Ahead of the launch of his new book, Damaged Negatives, AnOther speaks to acclaimed photographer Glen Luchford...
Photographer Glen Luchford spent the nineties shooting for magazines such as Vogue, The Face and Arena. His classic and observant sense of narrative became one of the signature aesthetics of the era; part Robert Doisneau, part George Brassai, his images are clean and clear, dramatic in their understatement and nostalgically realistic about the impact of modernity upon latterday living.
His new book Damaged Negatives is, on the one hand, his own idiosyncratic take on the work he did during this time. On the other hand though, it is an Act of God. “I put the images in storage for two weeks,” Luchford explains, “which turned into two months. The entire storage unit flooded and the owner didn’t tell anyone, so by the time I arrived, the images were just mostly gone or in a state of high deterioration. There were flies and mould everywhere. On a sub-conscious level, you have to ask why I would ever have put them in such a ridiculous place,” he continues, “considering one print just sold for £25,000, and I lost thousands and thousands of negatives.”
The book then is an exhumation of that wrecked archive. Figures – including a young Kate Moss – swim mystically in clouded and chthonic black and white, as if reflected in ancient mirrors or trying to interject from a different time. On some images, the damage manifests itself like burnishing and cigarette holes; on others, faces are obscured entirely by whorls of oxidation that lend the sitters and their environments an arcane type of poetic importance.
"Fashion is totally industrialised, and I’m trying to entertain myself as part of the mechanism"
“I simply can’t take myself seriously as a photographer,” says Luchford. “Never could. And this act of sabotage just painfully highlights that, each time I look at them.” There is a modesty and a self-depreciation to Luchford that stands out in his work, and is even more apparent so in these ruined pictures. Subjects appear uncomfortable, distant, at times anonymous, thanks to the havoc wreaked upon each tableau by the encroaching rot and disrepair. The transition from laughing model to something more Lucian Freud-esque was of course entirely unintentional, but there appears to be an agency to the anarchy – where the prints have decayed, that artistic foundering seems almost intentional.

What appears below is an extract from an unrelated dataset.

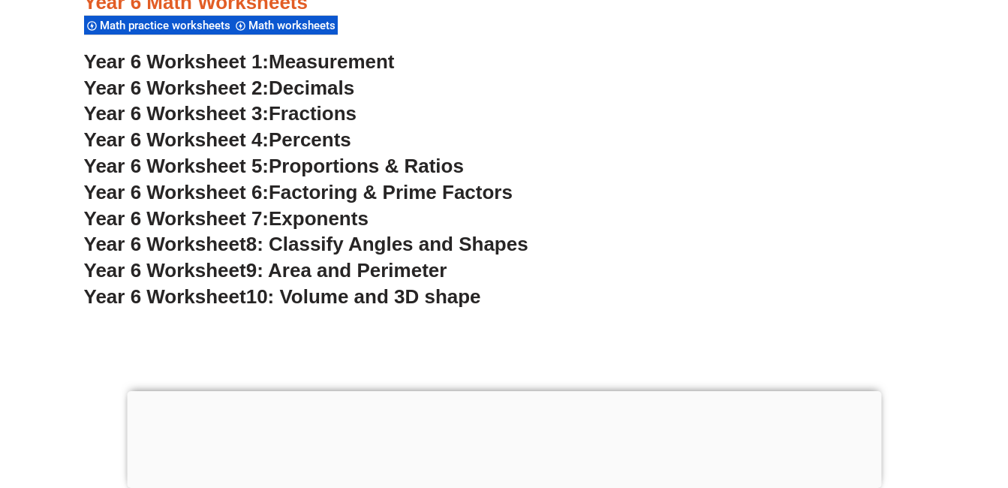 This screenshot has width=1008, height=488. What do you see at coordinates (219, 88) in the screenshot?
I see `a: Year 6 Worksheet 2:Decimals` at bounding box center [219, 88].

“To me it looks without style,” Glen Luchford says of his work. “Fashion is totally industrialised, and I’m trying to entertain myself as part of the mechanism. Clearly, we’re just here to sell clothes. But sometimes we find the images transcend the medium, which can be very nice. I suppose, in some peculiar, twist-of-fate way, these images do that,” he adds. “They’ve dislocated themselves.”

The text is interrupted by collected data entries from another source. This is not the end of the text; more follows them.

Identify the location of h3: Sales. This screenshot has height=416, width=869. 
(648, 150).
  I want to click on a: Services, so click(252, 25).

Luchford himself, however, is as firmly ensconced within that industry as ever. While signed exclusively to Prada, he created iconic imagery alongside creative director David James – including autumn 1997’s Amber Valetta portfolio, in which the model floats in the dreamscape of a misty and mystical-looking lagoon. Luchford has also worked for Yves Saint Laurent, Calvin Klein and Levi’s, and has even been credited with inspiring Steven Spielberg’s The Terminal with his 2001 film Here to Where, the tale of a man stranded at an airport which was nominated for an award at the Edinburgh Film Festival that year.
“It comes from the multiple layers that make up one’s personality,” he says of the aesthetic he has created (which he attributes to having watched so many Seventies French films on BBC2 during the Eighties). “Coupled with 45 years of experiences that kind of vomit themselves out. I do try very hard to think things through, but normally end up winging it on set. At that point, you retreat back to pure ‘you’, I suppose.”
"I’m always influenced by someone who has get-up-and-go"
The immediacy of Luchford’s work is perhaps a by-product of his method, as much as his trajectory in the profession was unplanned and incidental. Having grown up near Brighton and left school at 15, his first job was in a hairdressing salon. “I never really thought about my career until I left school,” he remembers. “I got a job in London and got to wear swishy clothes, which seemed like a treat. Then I was invited to be an assistant to a hairdresser and wannabe photographer. I quit after that, pursued photography and got a job at The Face one year later.”
Luchford is as a blunt as he is energised; his new book is as much a comment on himself as it is on his stellar career, shot through with a percolating melancholia about times gone by and the evolution of his craft – not self-indulgence so much as self-evaluation. “The high point of my career was that first year,” he says. “I couldn’t believe I’d get paid £150 to take pictures for magazines. It felt like a fairytale. Now I’m just overpaid, fat and cynical, metaphorically more than literally. I’m always influenced by someone who has get-up-and-go,” he adds, perhaps with those deliquescent negatives in mind. “I love it, and I despise apathy and torpor. When I meet younger people who don’t know when to stop, I’m thrilled by it.”
Damaged Negatives by Glen Luchford is out in December. The book is directed and designed by DJA and published by Dashwood Books.